Fear of an Arab attack leads to the children being evicted from the boarding school, leaving behind the two young companions, the teachers, and the military troops. The teachers worry that the
ammunition they have accumulated before the war will not be enough to repel the attack. To their rescue come Dan and Saadia, who avoided the eviction and now understand that the treasure they hid could save the
Yishuv
. When they go to the orchard where they hid the crate, they happen to eavesdrop on a meeting among Arabs who are contemplating a night attack on the Jews (they are able to follow the conversation, because Sa’adia the Yemeni knows Arabic). Using the hand grenades, the children prepare a deadly trap that saves their boarding school from destruction.

Fear of annihilation and the almost miraculous acts that avoid it are recurring motifs in this film. Fear and pride are conveyed through a microhistorical focus on the conflict as a reflection of the macrohistorical picture. The boarding school is ‘surrounded by Arabs’ and is saved by the valour of the two boys – one Ashkenazi and the other Mizrachi – signifying another foundational myth, the unity of Jewish exiles from all over the world.

These two new Jewish heroes face Arab danger without for a moment losing their humanity.
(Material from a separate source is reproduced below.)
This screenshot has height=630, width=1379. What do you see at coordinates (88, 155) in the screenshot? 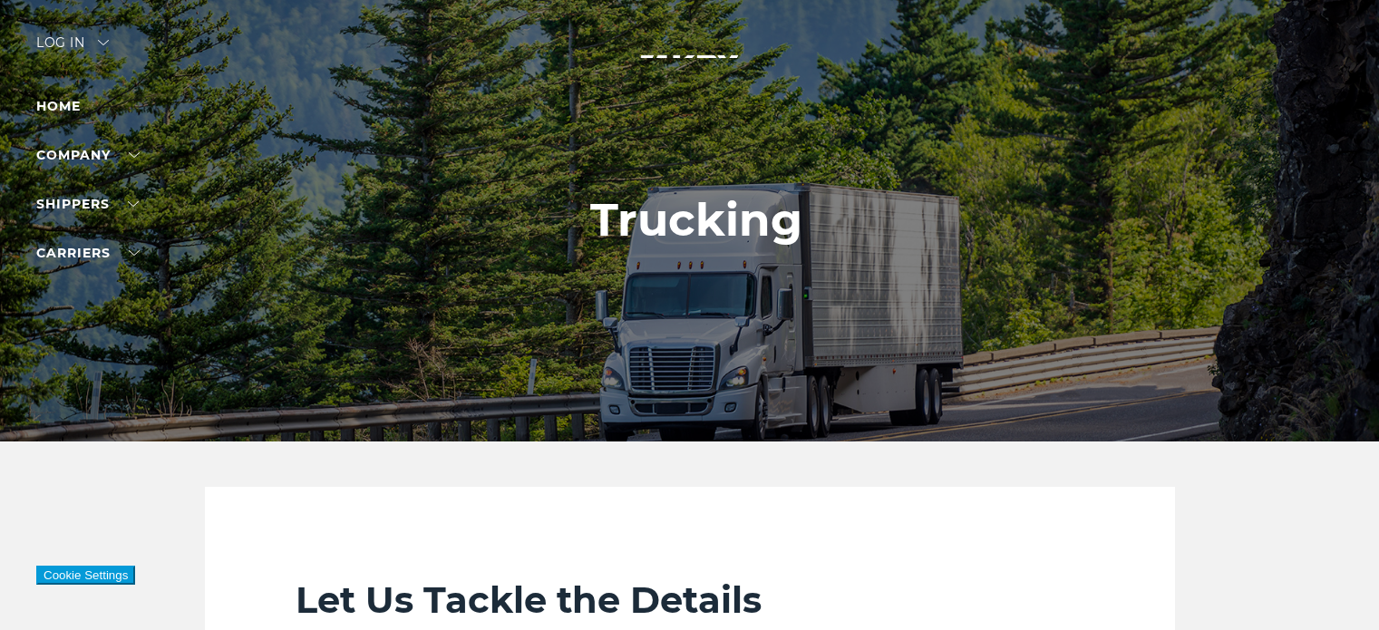
I see `a: Company` at bounding box center [88, 155].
Although the peril of extinction would normally raise suspicions against anybody who is an Arab, the two schoolboys, unlike all other teenagers in the world, resist this tendency. The viewers see this when, in Dan’s imagination, an innocent Arab woman momentarily turns into an Arab wearing a keffiyeh and holding a gun. Arab violence is responsible for the demonisation in young Dan’s mind, which in turn can explain the collateral damage sometimes meted out to the Arabs by the Zionists. But the woman soon transforms back into the innocent person she is. Apart from this scene, however, the Arabs are shown as an incited mob, complete with keffiyehs and guns – in other words, the potential terrorists portrayed in scholarly works up to the 1980s.